Machine shops live or die by their reputation online—potential customers scrolling Google or industry platforms won't call you if your reviews tell a story of missed deadlines or poor quality. A single bad review about a $50k injection mold job going sideways can cost you thousands in lost business. Managing your online presence strategically turns customers into advocates and keeps your shop's reputation working for you.
Why Online Reviews Matter for CNC Shops
CNC machining is a high-stakes, relationship-driven business. Clients ordering custom parts—whether prototypes or production runs—are taking a financial risk with vendors they don't know well. A review mentioning on-time delivery, tight tolerances, or responsive communication directly addresses those fears and gives buyers confidence to reach out.
Google reviews, industry directories, and manufacturing-specific platforms now influence which shops appear in local searches and B2B discovery tools.
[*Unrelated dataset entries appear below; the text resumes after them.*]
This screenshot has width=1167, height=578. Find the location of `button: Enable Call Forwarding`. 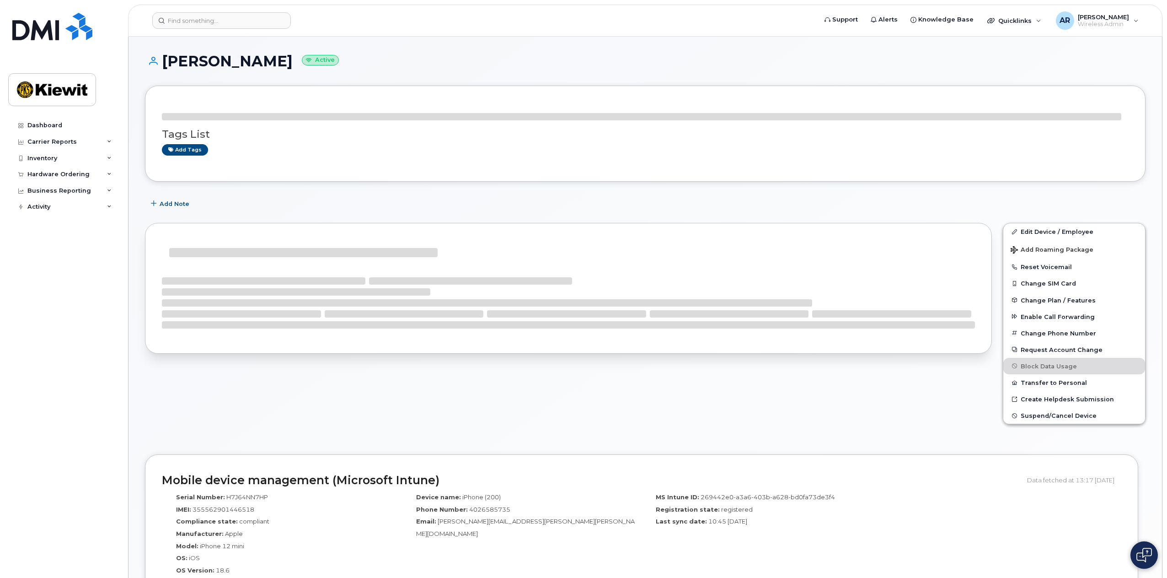

button: Enable Call Forwarding is located at coordinates (1074, 317).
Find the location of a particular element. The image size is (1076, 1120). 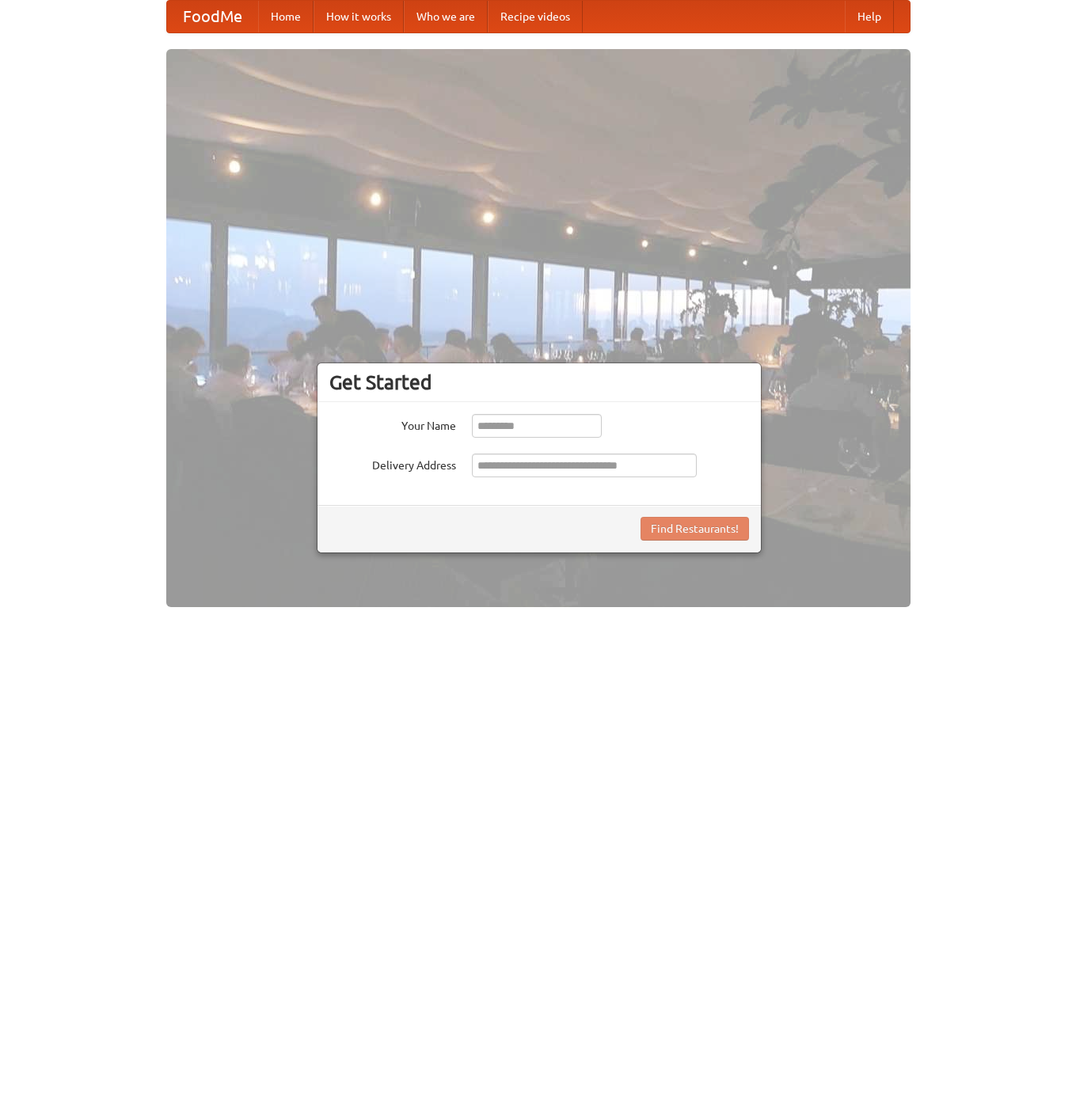

label: Your Name is located at coordinates (392, 423).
Shops with 4.5+ stars and consistent recent reviews see measurable increases in inquiries compared to those with no reviews or outdated ones.
Set Up Your Review Infrastructure
Start by claiming and optimizing profiles on platforms where your customers actually search: Google Business Profile (non-negotiable for local work), Yelp, and industry-specific directories like Mercoly, where buyers specifically hunt for machining services and can view your capabilities, pricing, and customer feedback all in one place.
Make sure your profile sections are filled out completely:
- Service categories (prototype machining, production runs, rapid tooling, secondary operations—whatever you do)
- Equipment and capabilities (5-axis CNC mills, Swiss-type machines, turn-mill capability, size ranges you handle)
- Materials (aluminum, stainless, exotic alloys, plastics—list what you actually work with regularly)
- Certifications (ISO 9001, ITAR, AS9100 if applicable)
- Lead time and minimum order info (be transparent about your typical 2–4 week turnaround or weekend rush options)
This completeness signals professionalism and helps the right customers find you.
Systematically Collect Reviews
You can't manage reviews you don't have. Set a simple routine:
Send a review request email 3–5 days after completing a job—once the customer has received the part and confirmed it meets specs. Include a direct link to your Google profile; make it one click, not a scavenger hunt. For bigger jobs ($10k+), a quick phone call asking if they're satisfied is worth the effort before you ask for a review.
Track which customers are most satisfied. Repeat clients and those praising your responsiveness or dimensional accuracy are your best review sources. Don't ask unsatisfied customers for reviews; focus energy on the wins.
Aim for one new review every 2–3 weeks. A shop doing 40–50 jobs per month can realistically hit 10–15 reviews monthly if you stay consistent.
Respond to Every Review (Good and Bad)
This is non-negotiable. Respond within 48 hours.
For positive reviews: Thank them by name, mention a specific detail from the job (e.g., "Thanks for trusting us with the tight 0.0005\" tolerance work"), and reinforce your commitment to quality. This shows future customers you actually read feedback and take pride in your work.
For negative reviews: Stay professional and factual. Never argue. Acknowledge the concern, explain what happened briefly (if applicable), and offer to resolve it offline. "We're sorry the first sample didn't meet your specs. Please call us at [number]—we'd like to make this right" is powerful. Responding thoughtfully to a bad review often influences potential customers more than ignoring it.
Monitor and Measure
Check your reviews weekly. Set a Google Alert for your shop name. Use a simple spreadsheet to track review count, average rating, and themes that come up (on-time delivery, quality, communication, pricing).
If multiple reviews mention slow communication, that's actionable feedback—maybe you need a dedicated person checking emails or a project management system. If several praise your tolerance work, highlight that in your marketing.
Frequently Asked Questions
Q: How often should I ask customers for reviews without annoying them? Ask once per job, but time it right—3–5 days after delivery when they've confirmed the part quality. Don't bombard repeat clients; one request per 5–6 jobs is reasonable for ongoing relationships.
Q: What if a review mentions a specific tolerance miss or late delivery that was actually the customer's fault? Respond professionally without blaming them. Say something like, "We want to understand what happened—let's discuss this offline," and take it to email or a call. Publicly arguing looks worse than addressing it privately.
Q: How do I use reviews to actually get more leads? Reference your review count and ratings in proposals and email signatures, highlight specific positive feedback on your website, and submit your strongest reviews to Mercoly and industry directories where buyers actively compare shops.
Start collecting and managing reviews this week—your future pipeline depends on it.